House Panel Schedules Clintons' Closed-Door Depositions
Closed-door depositions of Hillary Clinton on Feb. 26 and Bill Clinton on Feb. 27 relate to Jeffrey Epstein and Ghislaine Maxwell probe and come amid GOP pressure on Rep. Tony Gonzales.
Overview
The House Oversight Committee scheduled closed-door depositions of Hillary Clinton on Feb. 26 and Bill Clinton on Feb. 27 in Chappaqua, New York, a committee spokesperson said.
Chairman James Comer said their testimony is critical to understanding Jeffrey Epstein and Ghislaine Maxwell's sex trafficking network and could inform changes to human trafficking laws.
Republican lawmakers called for Texas Rep. Tony Gonzales to resign after explicit text messages with district staffer Regina Santos-Aviles surfaced, and Speaker Mike Johnson said he would need to address the allegations.
CIA Director John Ratcliffe ordered retractions or substantial revisions of 19 intelligence products and published redacted reports he said fell short of impartiality, and Gonzales faces growing pressure in his primary against Brendon Herrera.
The scheduled depositions could inform changes to human trafficking laws, and party leaders and the Oversight Committee must decide next steps on testimony, Representative Gonzales's status, and the published intelligence revisions.
Analysis
Center-leaning sources frame the story as a moral-cultural diagnosis, using contemplative religious language (e.g., Lent, “penitent imagination”) and vivid examples (Epstein allegations, fears of authoritarian drift) to elevate imaginative realism. Editorial choices prioritize moral interpretation and survivor-centered caution while treating contested claims as source content to be investigated.
FAQ
Hillary Clinton's closed-door deposition is scheduled for February 26, 2026, and Bill Clinton's for February 27, 2026, both in Chappaqua, New York.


→ ABOUT THIS TASK
What is needed is an exact copy of the entries below, with every picture left out.

= = =

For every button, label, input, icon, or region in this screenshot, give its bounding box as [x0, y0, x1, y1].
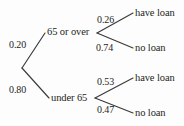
probability-label-young-have-loan: 0.53 [97, 77, 114, 87]
probability-label-old-have-loan: 0.26 [97, 15, 114, 25]
node-label-young-have-loan: have loan [135, 73, 175, 84]
node-label-young-no-loan: no loan [135, 108, 166, 119]
node-label-old-have-loan: have loan [135, 8, 175, 19]
probability-label-old-no-loan: 0.74 [96, 43, 113, 53]
node-label-old-no-loan: no loan [135, 43, 166, 54]
node-label-65-or-over: 65 or over [47, 27, 89, 38]
probability-label-young-no-loan: 0.47 [97, 105, 114, 115]
node-label-under-65: under 65 [51, 93, 87, 104]
probability-label-under-65: 0.80 [9, 85, 26, 95]
probability-tree-diagram: 0.20 0.80 65 or over under 65 0.26 0.74 … [0, 0, 184, 126]
probability-label-65-or-over: 0.20 [9, 40, 26, 50]
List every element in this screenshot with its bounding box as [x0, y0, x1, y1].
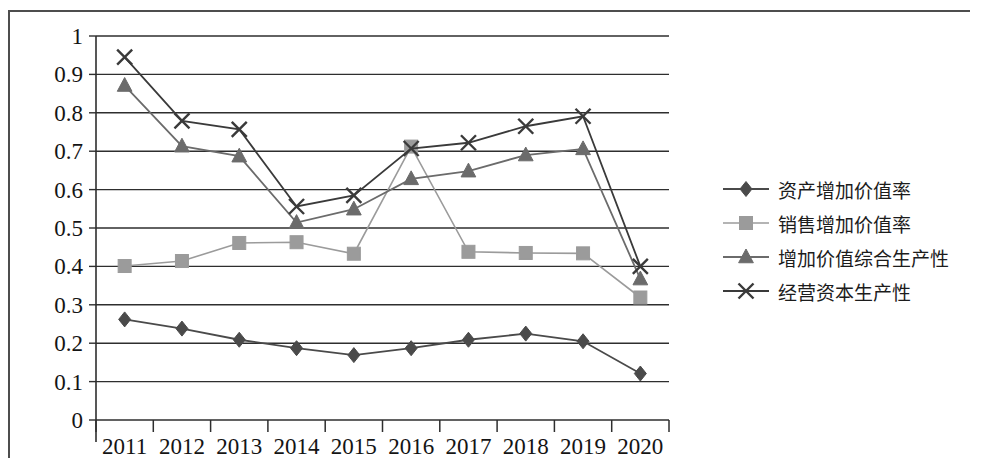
data-point-diamond [176, 321, 188, 336]
legend-item[interactable]: 增加价值综合生产性 [722, 240, 977, 274]
data-point-triangle [576, 141, 591, 155]
legend-marker-square-icon [722, 213, 770, 233]
y-axis-tick-label: 0.1 [54, 370, 83, 395]
x-axis-tick-label: 2019 [560, 434, 606, 459]
legend-marker-diamond-icon [722, 179, 770, 199]
data-point-square [634, 291, 647, 304]
x-axis-tick-label: 2015 [331, 434, 377, 459]
data-point-square [462, 245, 475, 258]
data-point-square [519, 246, 532, 259]
legend-item-label: 资产增加价值率 [778, 176, 911, 203]
data-point-diamond [577, 334, 589, 349]
y-axis-tick-label: 0.5 [54, 216, 83, 241]
data-point-triangle [117, 78, 132, 92]
legend-item-label: 增加价值综合生产性 [778, 244, 949, 271]
legend-marker-cross-icon [722, 281, 770, 301]
data-point-diamond [233, 332, 245, 347]
x-axis: 2011201220132014201520162017201820192020 [96, 420, 669, 459]
legend-item[interactable]: 经营资本生产性 [722, 274, 977, 308]
x-axis-tick-label: 2018 [503, 434, 549, 459]
x-axis-tick-label: 2016 [388, 434, 434, 459]
chart-legend: 资产增加价值率销售增加价值率增加价值综合生产性经营资本生产性 [722, 172, 977, 308]
data-point-square [233, 236, 246, 249]
data-point-diamond [119, 312, 131, 327]
legend-marker-triangle-icon [722, 247, 770, 267]
data-point-diamond [634, 366, 646, 381]
series-line [125, 147, 641, 298]
legend-marker [740, 182, 752, 197]
legend-marker [740, 217, 753, 230]
series-line [125, 86, 641, 280]
y-axis-tick-label: 1 [72, 24, 84, 49]
data-point-diamond [348, 348, 360, 363]
x-axis-tick-label: 2013 [216, 434, 262, 459]
y-axis-tick-label: 0.8 [54, 101, 83, 126]
series-square [118, 140, 647, 304]
series-line [125, 319, 641, 373]
data-point-diamond [520, 326, 532, 341]
y-axis-tick-label: 0.7 [54, 139, 83, 164]
x-axis-tick-label: 2017 [445, 434, 491, 459]
y-axis-tick-label: 0 [72, 408, 84, 433]
x-axis-tick-label: 2014 [274, 434, 321, 459]
y-gridlines: 10.90.80.70.60.50.40.30.20.10 [54, 24, 669, 433]
y-axis-tick-label: 0.6 [54, 178, 83, 203]
series-line [125, 57, 641, 266]
legend-item[interactable]: 资产增加价值率 [722, 172, 977, 206]
data-point-square [577, 247, 590, 260]
legend-item-label: 经营资本生产性 [778, 278, 911, 305]
y-axis-tick-label: 0.9 [54, 62, 83, 87]
legend-item-label: 销售增加价值率 [778, 210, 911, 237]
legend-marker [739, 249, 754, 263]
x-axis-tick-label: 2020 [617, 434, 663, 459]
legend-item[interactable]: 销售增加价值率 [722, 206, 977, 240]
series-cross [117, 50, 648, 274]
series-diamond [119, 312, 647, 381]
y-axis-tick-label: 0.4 [54, 254, 83, 279]
data-point-diamond [462, 332, 474, 347]
x-axis-tick-label: 2012 [159, 434, 205, 459]
data-point-square [290, 236, 303, 249]
data-point-square [347, 247, 360, 260]
data-point-triangle [346, 201, 361, 215]
x-axis-tick-label: 2011 [102, 434, 147, 459]
chart-page: 10.90.80.70.60.50.40.30.20.1020112012201… [0, 0, 984, 462]
y-axis-tick-label: 0.3 [54, 293, 83, 318]
y-axis-tick-label: 0.2 [54, 331, 83, 356]
data-point-square [118, 260, 131, 273]
data-point-square [175, 255, 188, 268]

= = =

→ ANSWER FOR THIS EXERCISE
For every button, label, input, icon, or region in this screenshot, give its bounding box as [x0, y0, x1, y1].
probability-label-young-have-loan: 0.53 [97, 77, 114, 87]
probability-label-old-have-loan: 0.26 [97, 15, 114, 25]
node-label-young-have-loan: have loan [135, 73, 175, 84]
node-label-young-no-loan: no loan [135, 108, 166, 119]
node-label-old-have-loan: have loan [135, 8, 175, 19]
probability-label-old-no-loan: 0.74 [96, 43, 113, 53]
node-label-old-no-loan: no loan [135, 43, 166, 54]
node-label-65-or-over: 65 or over [47, 27, 89, 38]
probability-label-young-no-loan: 0.47 [97, 105, 114, 115]
node-label-under-65: under 65 [51, 93, 87, 104]
probability-label-under-65: 0.80 [9, 85, 26, 95]
probability-tree-diagram: 0.20 0.80 65 or over under 65 0.26 0.74 … [0, 0, 184, 126]
probability-label-65-or-over: 0.20 [9, 40, 26, 50]
List every element in this screenshot with its bounding box as [x0, y0, x1, y1].
data-point-diamond [176, 321, 188, 336]
legend-item[interactable]: 增加价值综合生产性 [722, 240, 977, 274]
data-point-triangle [576, 141, 591, 155]
legend-marker-square-icon [722, 213, 770, 233]
y-axis-tick-label: 0.1 [54, 370, 83, 395]
x-axis-tick-label: 2019 [560, 434, 606, 459]
legend-marker-diamond-icon [722, 179, 770, 199]
data-point-square [634, 291, 647, 304]
x-axis-tick-label: 2015 [331, 434, 377, 459]
data-point-square [462, 245, 475, 258]
data-point-square [519, 246, 532, 259]
legend-item-label: 资产增加价值率 [778, 176, 911, 203]
data-point-diamond [577, 334, 589, 349]
y-axis-tick-label: 0.5 [54, 216, 83, 241]
data-point-triangle [117, 78, 132, 92]
legend-item-label: 增加价值综合生产性 [778, 244, 949, 271]
legend-marker-cross-icon [722, 281, 770, 301]
data-point-diamond [233, 332, 245, 347]
x-axis: 2011201220132014201520162017201820192020 [96, 420, 669, 459]
legend-item[interactable]: 经营资本生产性 [722, 274, 977, 308]
x-axis-tick-label: 2018 [503, 434, 549, 459]
x-axis-tick-label: 2016 [388, 434, 434, 459]
chart-legend: 资产增加价值率销售增加价值率增加价值综合生产性经营资本生产性 [722, 172, 977, 308]
data-point-square [233, 236, 246, 249]
data-point-diamond [119, 312, 131, 327]
legend-marker-triangle-icon [722, 247, 770, 267]
data-point-diamond [634, 366, 646, 381]
series-line [125, 147, 641, 298]
legend-marker [740, 182, 752, 197]
legend-marker [740, 217, 753, 230]
series-line [125, 86, 641, 280]
y-axis-tick-label: 1 [72, 24, 84, 49]
data-point-diamond [348, 348, 360, 363]
x-axis-tick-label: 2013 [216, 434, 262, 459]
y-axis-tick-label: 0.8 [54, 101, 83, 126]
series-square [118, 140, 647, 304]
series-line [125, 319, 641, 373]
data-point-diamond [520, 326, 532, 341]
y-axis-tick-label: 0.7 [54, 139, 83, 164]
x-axis-tick-label: 2017 [445, 434, 491, 459]
y-axis-tick-label: 0 [72, 408, 84, 433]
x-axis-tick-label: 2014 [274, 434, 321, 459]
y-gridlines: 10.90.80.70.60.50.40.30.20.10 [54, 24, 669, 433]
y-axis-tick-label: 0.6 [54, 178, 83, 203]
series-line [125, 57, 641, 266]
legend-item[interactable]: 资产增加价值率 [722, 172, 977, 206]
data-point-square [577, 247, 590, 260]
legend-item-label: 经营资本生产性 [778, 278, 911, 305]
y-axis-tick-label: 0.9 [54, 62, 83, 87]
legend-item-label: 销售增加价值率 [778, 210, 911, 237]
legend-marker [739, 249, 754, 263]
x-axis-tick-label: 2020 [617, 434, 663, 459]
legend-item[interactable]: 销售增加价值率 [722, 206, 977, 240]
series-cross [117, 50, 648, 274]
series-diamond [119, 312, 647, 381]
y-axis-tick-label: 0.4 [54, 254, 83, 279]
data-point-diamond [462, 332, 474, 347]
x-axis-tick-label: 2012 [159, 434, 205, 459]
data-point-square [290, 236, 303, 249]
data-point-square [347, 247, 360, 260]
data-point-triangle [346, 201, 361, 215]
x-axis-tick-label: 2011 [102, 434, 147, 459]
chart-page: 10.90.80.70.60.50.40.30.20.1020112012201… [0, 0, 984, 462]
y-axis-tick-label: 0.3 [54, 293, 83, 318]
y-axis-tick-label: 0.2 [54, 331, 83, 356]
data-point-square [118, 260, 131, 273]
data-point-square [175, 255, 188, 268]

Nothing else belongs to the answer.